Behind Enemy Lines
grinned at the grudging tone in her voice. He sympathized. Growing up with good manners stunk sometimes. He had the same affliction. Like the time he thanked the drug dealer who’d just beat him up for wiping the blood out of his eyes. His guys had given him grief over that for months. Ah, well. So what if they were known as the most polite Special Forces squad in the U.S. Armed Forces? They also got more women than any other squad.
    He eyed the woman on the ladder in front of him. From this angle, he could see several inches up the cropped T-shirt she wore. Her stomach was tanned and firm. She might be a curvaceous woman, but she was also in good physical condition.
    As she continued to paint in silence, he gazed idly around the room. Slowly something disturbing dawned on him. He hated to make his angel mad, but he owed it to her to burst her bubble before it grew too big.
    “Annie, would you mind coming down from that ladder for a minute?”
    “Why? I’m almost done with this section of the wall.”
    “I’m going to say something you’re not going to like, and I don’t want you to fall off the ladder again.”

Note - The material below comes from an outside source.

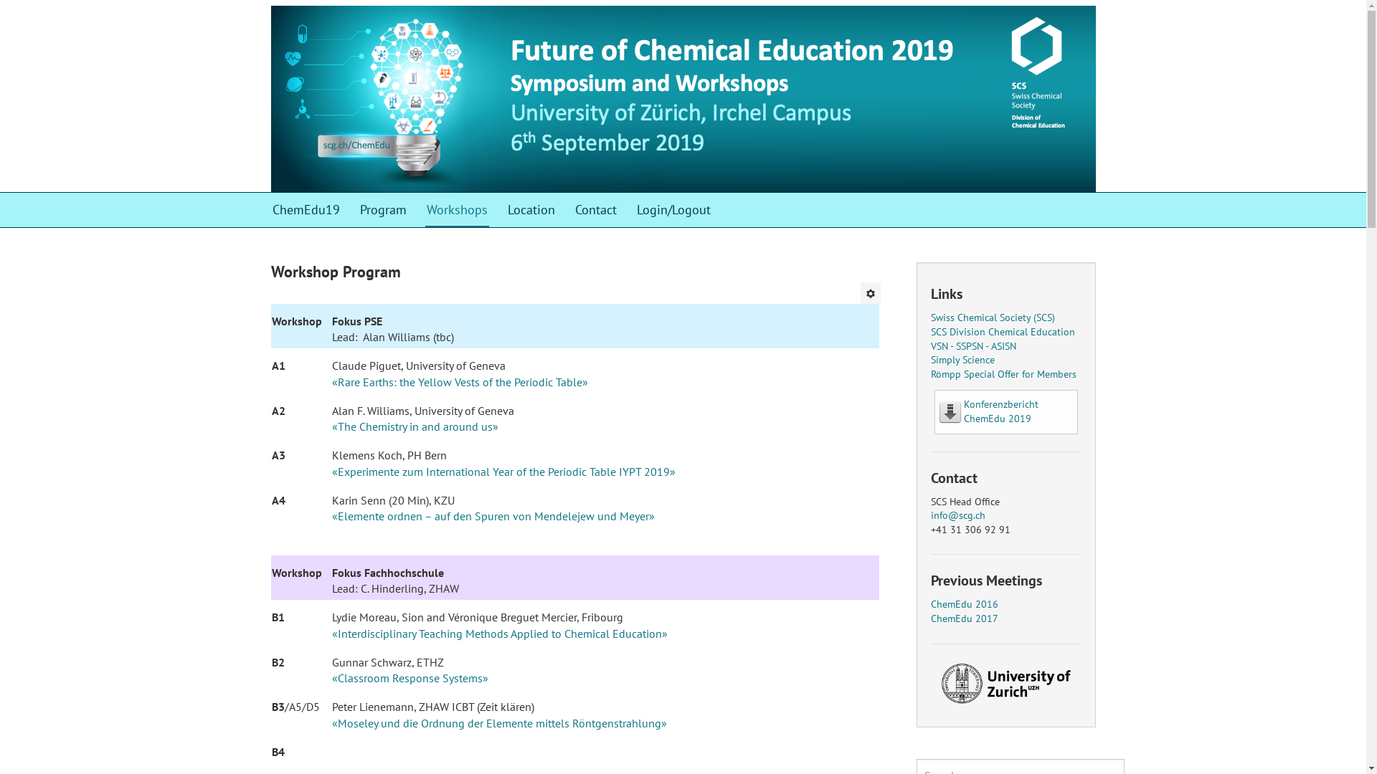 The height and width of the screenshot is (774, 1377). What do you see at coordinates (336, 272) in the screenshot?
I see `Workshop Program` at bounding box center [336, 272].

    Frowning, she came down.
    “Would you mind setting down that paintbrush, too?”
    She glanced down at it and smiled wryly. “You don’t want me armed, either, huh?”
    “Nope.”
    She set the brush down.
    “Look. I appreciate everything you’ve done for me.”
    “But…”
    “But I don’t want you to get the wrong idea.”
    “About what?” she asked curiously.
    Long experience with women had taught him to be direct and brutal when it was time to let them go. “Annie, I’m in the middle of a mission. I don’t have time to play house with you. All this…nesting…you’re doing is sweet, but I can’t let you get involved.”
    “With you or with your mission?”
    “Either.”
    “Too bad. I’m already involved whether you like it or not.”
    “How so?”
    “Tom, I’m an attaché. It’s no secret to the Gavronese government that I’m trained to do simple espionage work. I just spent seven weeks by your side day and night, and you disappeared out of the hospital this morning. Don’t you think they’re going to come looking for me?”
    He rubbed a hand over his face and looked up at her bleakly. “I really wish you hadn’t jumped into the middle of this.”
    “Don’t. I am a military officer, you know. I knew what I was getting into, and I can handle it.”
    “But you’re a woman.”
    “So?”
    “A woman can’t handle what my men and I have to do.”
    Her voice took on a distinctly belligerent tone. “And why not?”
    “Look, Annie. I’m not some chauvinist pig who thinks women are only capable of cleaning house and making babies. But what we do takes enormous physical strength and endurance.”
    “I’ll grant you men are stronger than women, but that doesn’t mean we’re less intelligent. In my experience brains can usually accomplish just as much as brawn.”
    “Women are an unnecessary and dangerous distraction in the field.”
    “Oh, please. I’ve worked with mostly men for eight years, and I’ve managed not to fling myself at any of my co-workers so far.”
    “How many of them have flung themselves at you?”
    That shut her up.
    “I’m not going to debate the pros and cons of women in combat with you, Annie. The point is, I don’t want you involved with me or my men.”
    “Tough. It’s already a done deal.”
    Frustration coursed through him. He knew what he was talking about here. He’d played this game once, a long time ago, and it had cost one of his men his life. Annie was not taking him there again. He had to make her understand.
    “Dammit Annie. I want you out.”
    “And how are you planning to take care of yourself until you’re healed? Do you expect to stroll out the front door and go shopping without being noticed—assuming you could do it without passing out? Do you know who in St. George will help you and who’ll sell you out? Face it, Tom.